Eric Blake wrote:
[adding Jim to cc, as author of useless-if-before-free]
On 02/17/2011 02:14 PM, Christophe Fergeau wrote:
> virHashFree follows the convention described in HACKING that
> XXXFree() functions can be called with a NULL argument.
> ---
> src/conf/domain_conf.c | 6 +---
> src/datatypes.c | 51 +++++++++++++++-------------------------------
> src/qemu/qemu_process.c | 4 +--
> 3 files changed, 20 insertions(+), 41 deletions(-)
>
> diff --git a/src/conf/domain_conf.c b/src/conf/domain_conf.c
> index 351daf7..e7c3409 100644
> --- a/src/conf/domain_conf.c
> +++ b/src/conf/domain_conf.c
> @@ -410,8 +410,7 @@ static void virDomainObjListDeallocator(void
> *payload, const char *name ATTRIBUT
>
> void virDomainObjListDeinit(virDomainObjListPtr doms)
> {
> - if (doms->objs)
> - virHashFree(doms->objs, virDomainObjListDeallocator);
> + virHashFree(doms->objs, virDomainObjListDeallocator);
I tried adding --name=virHashFree to the useless_free_options variable
in cfg.mk, to see if that would prevent regressions. However, it
appears that this two-argument free-like function is not picked up by
the heuristics in the useless-if-before-free script (it only works on
one-argument functions).
ACK to your patch as-is, so I pushed it. But I can't help but wonder if
we could make this easier to enforce at 'make syntax-check' time by
tweaking the perl script somehow.
Right. useless-if-before-free deliberately detects only
one-argument free-like functions.
I'm reluctant to add such a change to that script because
- there are comparatively few free-like functions with more than
one argument, so there's not much anticipated gain
- we don't know in general whether the free'd pointer arg is the
first or second, so...
- having to match against either the first or 2nd argument would
greatly complicate the already complicated regular expressions
If you're interested in pursuing it, I suggest switching tools
altogether and using spatch. That would make for a much cleaner
(albeit probably less efficient) script. It would also depend
on a less-ubiquitous tool than perl.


## Problem requirements:
Work out how many lines of the listing hold "Stats", then state only that count.

## Data:
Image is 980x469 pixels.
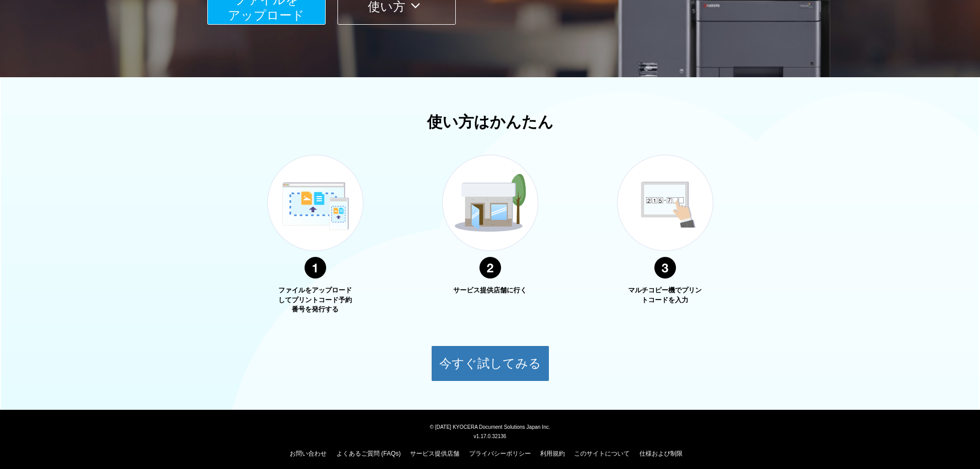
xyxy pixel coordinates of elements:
[627,286,704,305] p: マルチコピー機でプリントコードを入力
[474,433,506,439] span: v1.17.0.32136
[277,286,354,315] p: ファイルをアップロードしてプリントコード予約番号を発行する
[410,450,459,458] a: サービス提供店舗
[575,450,630,458] a: このサイトについて
[540,450,565,458] a: 利用規約
[431,346,550,381] button: 今すぐ試してみる
[469,450,531,458] a: プライバシーポリシー
[430,423,550,430] span: © [DATE] KYOCERA Document Solutions Japan Inc.
[639,450,683,458] a: 仕様および制限
[336,450,401,458] a: よくあるご質問 (FAQs)
[289,450,326,458] a: お問い合わせ
[452,286,529,295] p: サービス提供店舗に行く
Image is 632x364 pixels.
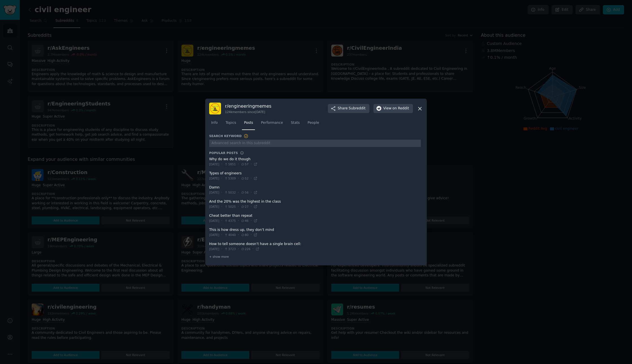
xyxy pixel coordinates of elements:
span: 57 [240,162,248,166]
span: [DATE] [209,162,219,166]
span: · [221,204,222,210]
h3: Search Keyword [209,134,249,139]
span: Posts [244,121,253,126]
span: · [221,246,222,252]
span: · [237,233,239,238]
span: Info [211,121,217,126]
span: · [250,176,252,181]
a: Posts [242,118,255,130]
span: 27 [240,205,248,209]
img: engineeringmemes [209,102,221,115]
span: · [237,176,239,181]
span: · [250,204,252,210]
span: on Reddit [393,106,409,111]
h3: Popular Posts [209,151,238,154]
span: [DATE] [209,233,219,237]
span: · [237,204,239,210]
span: 5025 [224,205,236,209]
span: 5032 [224,190,236,194]
span: [DATE] [209,190,219,194]
span: [DATE] [209,205,219,209]
span: · [250,233,252,238]
span: · [221,162,222,167]
span: 80 [240,233,248,237]
div: 124k members since [DATE] [225,110,271,114]
span: 52 [240,177,248,180]
span: · [221,218,222,223]
span: 5851 [224,162,236,166]
span: · [237,190,239,195]
span: 3723 [224,247,236,251]
input: Advanced search in this subreddit [209,140,421,148]
a: Topics [224,118,238,130]
span: 56 [240,190,248,194]
span: Stats [291,121,300,126]
span: + show more [209,255,229,259]
span: 46 [240,219,248,223]
span: · [237,218,239,223]
a: Stats [289,118,302,130]
span: · [221,233,222,238]
span: 4375 [224,219,236,223]
span: View [383,106,409,111]
span: 226 [240,247,250,251]
span: 4040 [224,233,236,237]
button: Viewon Reddit [373,104,413,113]
h3: r/ engineeringmemes [225,103,271,109]
a: Info [209,118,220,130]
span: Performance [261,121,283,126]
span: · [250,162,252,167]
span: Share [338,106,365,111]
span: · [237,246,239,252]
span: · [250,190,252,195]
span: · [221,190,222,195]
span: [DATE] [209,177,219,180]
span: · [250,218,252,223]
span: Topics [226,121,236,126]
span: [DATE] [209,219,219,223]
span: · [237,162,239,167]
span: 5309 [224,177,236,180]
button: ShareSubreddit [328,104,369,113]
span: [DATE] [209,247,219,251]
span: Subreddit [349,106,365,111]
a: People [306,118,321,130]
span: · [221,176,222,181]
a: Performance [259,118,285,130]
span: People [308,121,319,126]
span: · [253,246,253,252]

## Answer box:
2